> [What you should do] From the records below, please print only the lines from the one containing "Locate an element on the screen. This" through the one containing "Task: Click on the lock-icon", both included. Skip the pictures.

> [Data extract]
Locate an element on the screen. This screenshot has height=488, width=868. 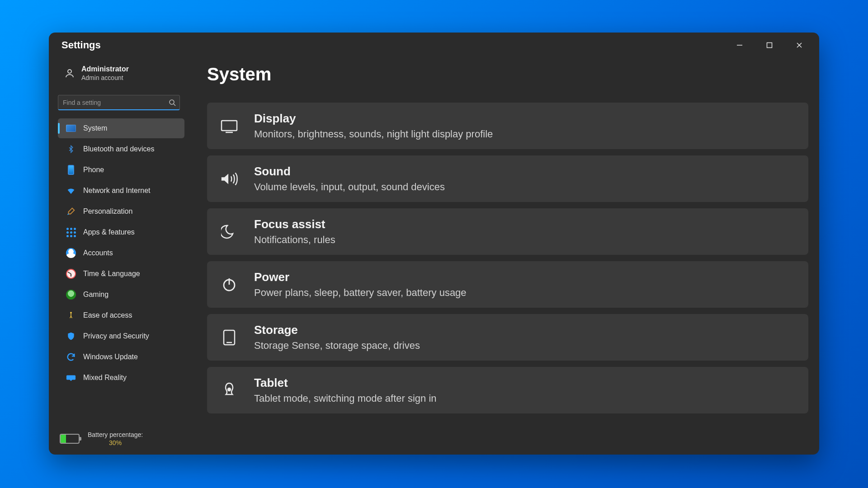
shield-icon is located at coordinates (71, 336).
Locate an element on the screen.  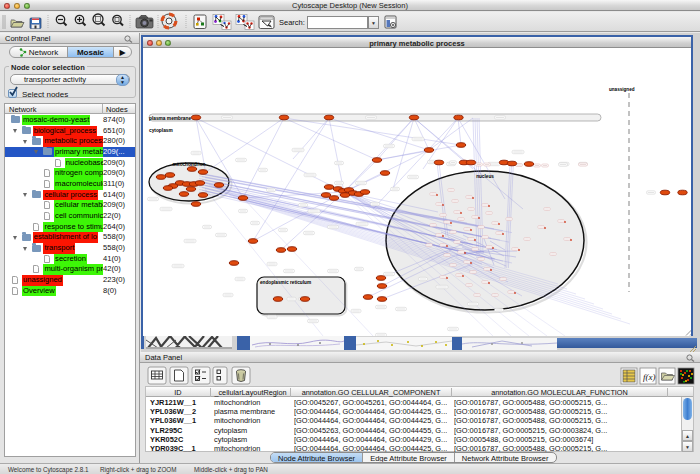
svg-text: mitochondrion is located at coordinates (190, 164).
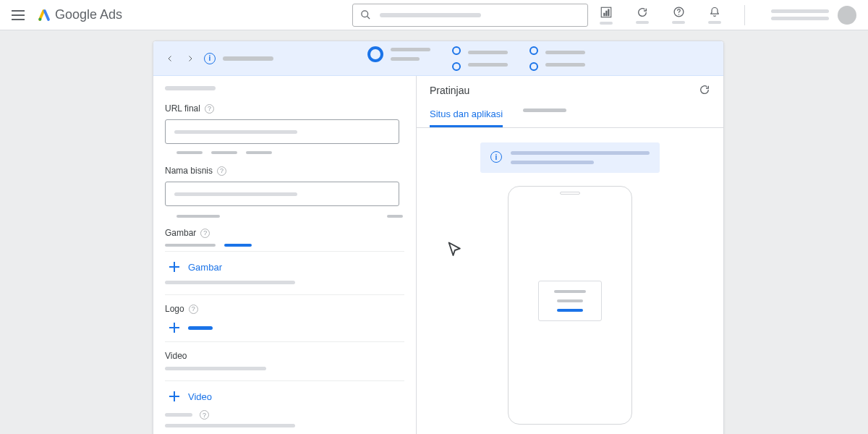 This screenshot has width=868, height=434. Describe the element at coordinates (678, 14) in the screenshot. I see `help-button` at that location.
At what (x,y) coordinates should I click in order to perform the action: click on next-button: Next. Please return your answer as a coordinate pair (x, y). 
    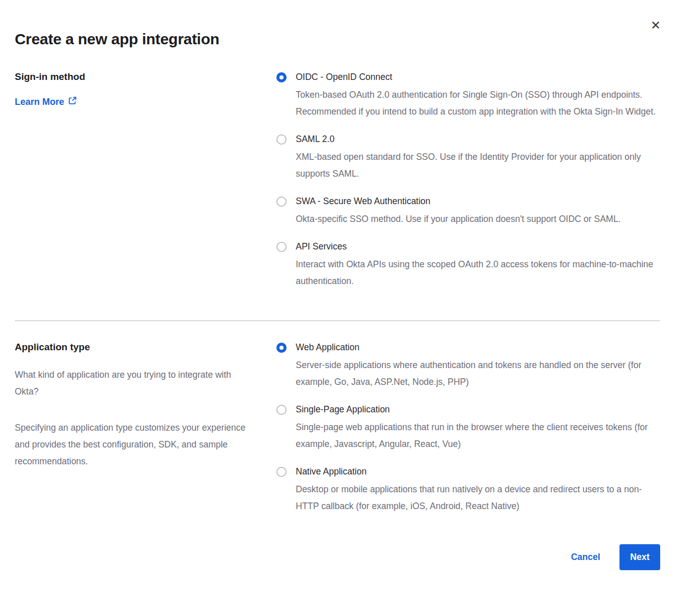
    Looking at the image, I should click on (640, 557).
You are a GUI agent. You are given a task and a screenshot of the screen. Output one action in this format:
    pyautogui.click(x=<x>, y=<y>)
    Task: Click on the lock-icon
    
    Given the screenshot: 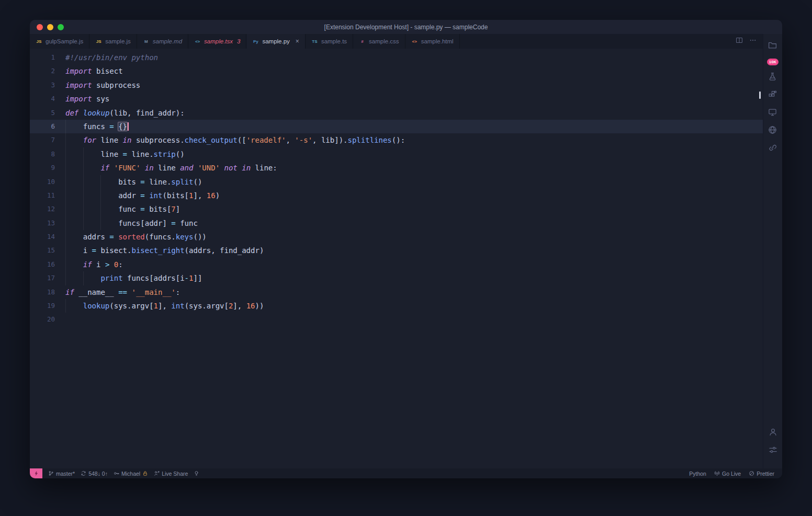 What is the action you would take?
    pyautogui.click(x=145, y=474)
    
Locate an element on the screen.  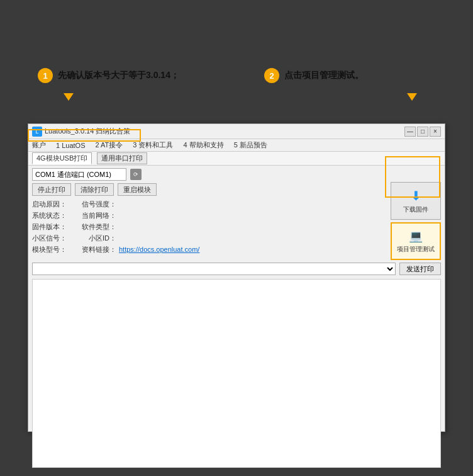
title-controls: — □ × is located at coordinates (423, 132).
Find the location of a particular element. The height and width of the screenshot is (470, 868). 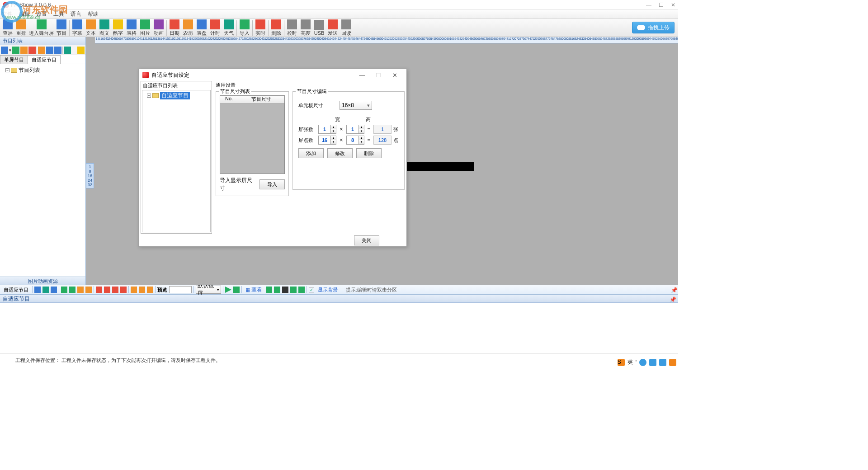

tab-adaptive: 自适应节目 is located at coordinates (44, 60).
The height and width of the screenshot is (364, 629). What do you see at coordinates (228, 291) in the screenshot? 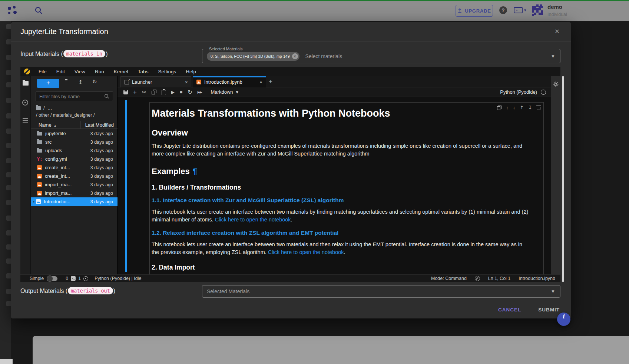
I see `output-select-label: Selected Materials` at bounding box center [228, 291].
...
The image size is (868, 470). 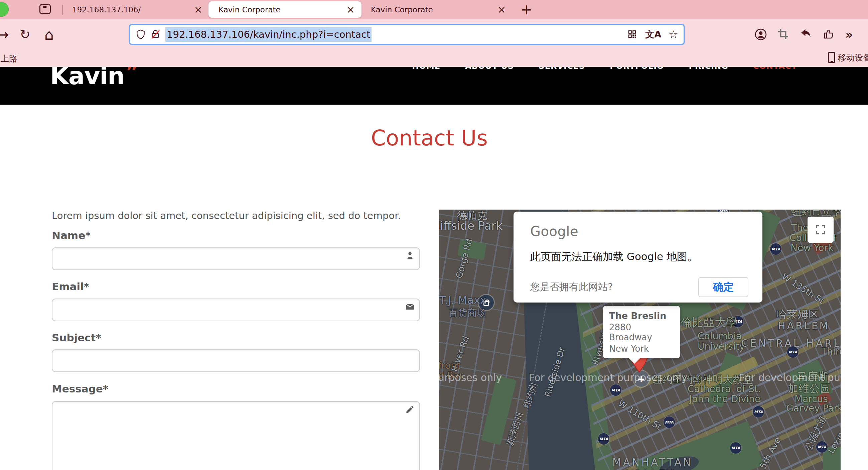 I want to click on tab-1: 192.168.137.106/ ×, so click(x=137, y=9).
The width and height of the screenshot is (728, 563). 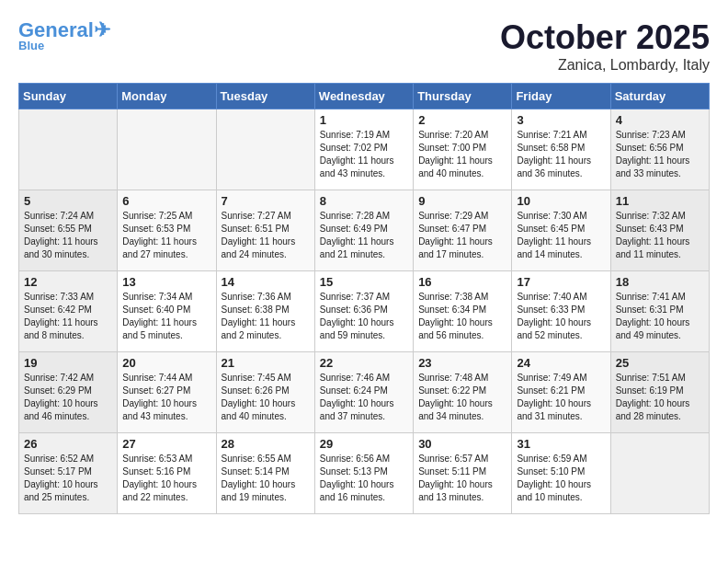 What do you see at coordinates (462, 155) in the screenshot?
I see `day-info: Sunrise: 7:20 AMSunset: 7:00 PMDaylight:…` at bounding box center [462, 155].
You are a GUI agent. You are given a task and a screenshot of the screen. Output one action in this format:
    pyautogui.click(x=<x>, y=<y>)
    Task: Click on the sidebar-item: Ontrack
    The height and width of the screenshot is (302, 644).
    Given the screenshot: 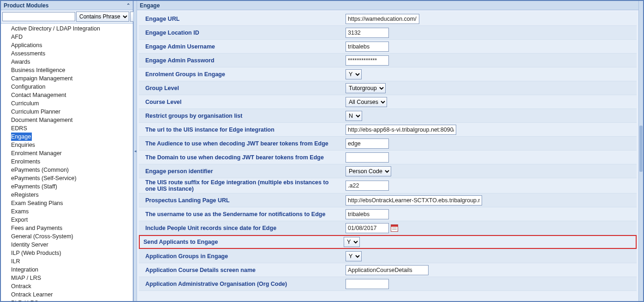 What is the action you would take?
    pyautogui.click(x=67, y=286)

> [Task response]
Locate an element on the screen. This screenshot has height=488, width=868. 
shield-icon is located at coordinates (71, 336).
Locate an element on the screen.  
svg-text: mitochondrion is located at coordinates (190, 164).
 This screenshot has width=868, height=434. Describe the element at coordinates (678, 14) in the screenshot. I see `help-button` at that location.
At what (x,y) coordinates should I click in order to perform the action: click on next-button: Next. Please return your answer as a coordinate pair (x, y). 
    Looking at the image, I should click on (640, 557).
You are a GUI agent. You are given a task and a screenshot of the screen. Output one action in this format:
    pyautogui.click(x=<x>, y=<y>)
    Task: Click on the lock-icon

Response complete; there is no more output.